From Brendan I. Koerner’s “Under the Microscope” (Legal Affairs: July/August 2002):
The mantra of forensic evidence examination is “ACE-V.” The acronym stands for Analysis, Comparison, Evaluation, and Verification, which forensic scientists compare with the step-by-step method drilled into countless chemistry students. “Instead of hypothesis, data collection, conclusion, we have ACE-V,” says Elaine Pagliaro, an expert at the Connecticut lab who specializes in biochemical analysis. “It’s essentially the same process. It’s just that it grew out of people who didn’t come from a background in the scientific method.” …
Yet for most of the 20th century, courts seldom set limits on what experts could say to juries. The 1923 case Frye v. United States mandated that expert witnesses could discuss any technique that had “gained general acceptance in the particular field in which it belongs.” Courts treated forensic science as if it were as well-founded as biology or physics. …
In 1993, the Supreme Court set a new standard for evidence that took into account the accelerated pace of scientific progress. In a case called Daubert v. Merrell Dow Pharmaceuticals, the plaintiffs wanted to show the jury some novel epidemiological studies to bolster their claim that Merrell Dow’s anti-nausea drug Bendectin caused birth defects. The trial judge didn’t let them. The plaintiff’s evidence, he reasoned, was simply too futuristic to have gained general acceptance.

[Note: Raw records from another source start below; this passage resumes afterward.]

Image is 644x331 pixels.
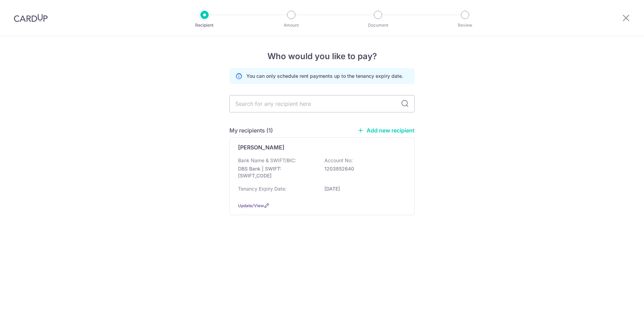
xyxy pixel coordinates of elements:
[238,203,264,208] a: Update/View
[238,165,315,179] p: DBS Bank | SWIFT: [SWIFT_CODE]
[353,22,404,29] p: Document
[440,22,490,29] p: Review
[325,165,402,172] p: 1203852640
[238,157,296,164] p: Bank Name & SWIFT/BIC:
[325,157,353,164] p: Account No:
[230,126,273,135] h5: My recipients (1)
[247,73,404,80] p: You can only schedule rent payments up to the tenancy expiry date.
[14,14,48,22] img: CardUp
[230,95,414,112] input: Search for any recipient here
[266,22,317,29] p: Amount
[179,22,230,29] p: Recipient
[325,186,402,192] p: [DATE]
[238,143,285,152] p: [PERSON_NAME]
[238,186,287,192] p: Tenancy Expiry Date:
[230,50,414,63] h4: Who would you like to pay?
[357,127,414,134] a: Add new recipient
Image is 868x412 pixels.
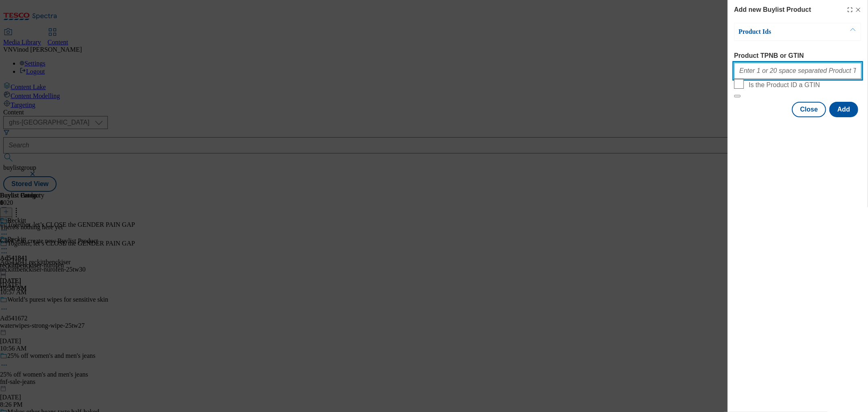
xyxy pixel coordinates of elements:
[829,102,858,117] button: Add
[734,5,811,15] h4: Add new Buylist Product
[738,28,824,36] p: Product Ids
[749,82,820,89] span: Is the Product ID a GTIN
[734,52,862,59] label: Product TPNB or GTIN
[734,63,862,79] input: Enter 1 or 20 space separated Product TPNB or GTIN
[792,102,826,117] button: Close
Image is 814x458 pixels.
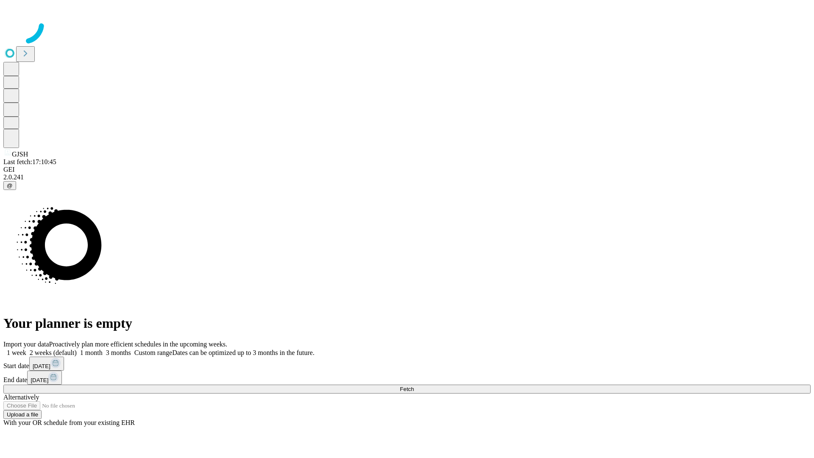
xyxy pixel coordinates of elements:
[3,393,39,400] span: Alternatively
[7,182,13,189] span: @
[3,384,810,393] button: Fetch
[3,340,49,347] span: Import your data
[106,349,131,356] span: 3 months
[3,166,810,173] div: GEI
[3,315,810,331] h1: Your planner is empty
[3,356,810,370] div: Start date
[3,181,16,190] button: @
[400,386,414,392] span: Fetch
[29,356,64,370] button: [DATE]
[3,370,810,384] div: End date
[31,377,48,383] span: [DATE]
[27,370,62,384] button: [DATE]
[3,173,810,181] div: 2.0.241
[30,349,77,356] span: 2 weeks (default)
[49,340,227,347] span: Proactively plan more efficient schedules in the upcoming weeks.
[3,419,135,426] span: With your OR schedule from your existing EHR
[3,158,56,165] span: Last fetch: 17:10:45
[80,349,103,356] span: 1 month
[172,349,314,356] span: Dates can be optimized up to 3 months in the future.
[12,150,28,158] span: GJSH
[33,363,50,369] span: [DATE]
[134,349,172,356] span: Custom range
[3,410,42,419] button: Upload a file
[7,349,26,356] span: 1 week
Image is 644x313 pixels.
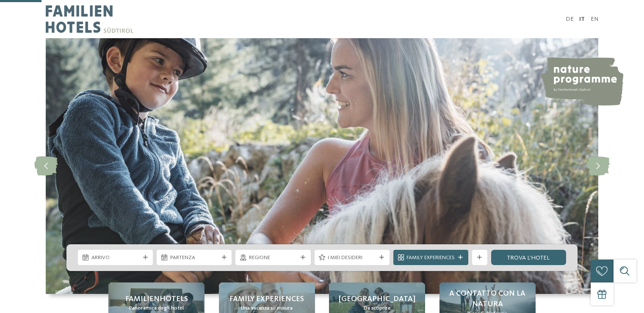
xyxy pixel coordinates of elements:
[170,254,219,262] span: Partenza
[249,254,297,262] span: Regione
[230,294,304,304] span: Family experiences
[591,16,598,22] a: EN
[339,294,415,304] span: [GEOGRAPHIC_DATA]
[241,304,292,312] span: Una vacanza su misura
[579,16,585,22] a: IT
[447,288,528,309] span: A contatto con la natura
[407,254,455,262] span: Family Experiences
[566,16,574,22] a: DE
[125,294,188,304] span: Familienhotels
[92,254,140,262] span: Arrivo
[129,304,184,312] span: Panoramica degli hotel
[363,304,391,312] span: Da scoprire
[46,38,598,294] img: Family hotel Alto Adige: the happy family places!
[491,250,566,265] a: trova l’hotel
[328,254,376,262] span: I miei desideri
[539,57,623,106] img: nature programme by Familienhotels Südtirol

When the case got to the Supreme Court, the justices seized the opportunity to revolutionize the judiciary’s role in supervising expert testimony. Writing for a unanimous court, Justice Harry Blackmun instructed judges to “ensure that any and all scientific testimony or evidence admitted is not only relevant, but reliable.” Daubert turned judges into “gatekeepers” responsible for discerning good science from junk before an expert takes the stand. Blackmun suggested that good science must be testable, subject to peer review, and feature a “known or potential rate of error.” …
There are a few exceptions, though. In 1999, Judge Nancy Gertner of the Federal District Court in Massachusetts set limits on the kinds of conclusions a handwriting expert could draw before a jury in United States v. Hines. The expert could point out similarities between the defendant’s handwriting and the writing on a stick-up note, the judge said, but she could not “make any ultimate conclusions on the actual authorship.” The judge questioned “the validity of the field” of handwriting analysis, noting that “one’s handwriting is not at all unique in the sense that it remains the same over time, or unique[ly] separates one individual from another.”
Early this year, Judge Pollak stunned the legal world by similarly reining in fingerprint experts in the murder-for-hire case United States v. Plaza. Pollak was disturbed by a proficiency test finding that 26 percent of the crime labs surveyed in different states did not correctly identify a set of latent prints on the first try. “Even 100 years of ‘adversarial’ testing in court cannot substitute for scientific testing,” he said. He ruled that the experts could show the jury similarities between the defendants’ prints and latent prints found at the crime scenes, but could not say the prints matched. …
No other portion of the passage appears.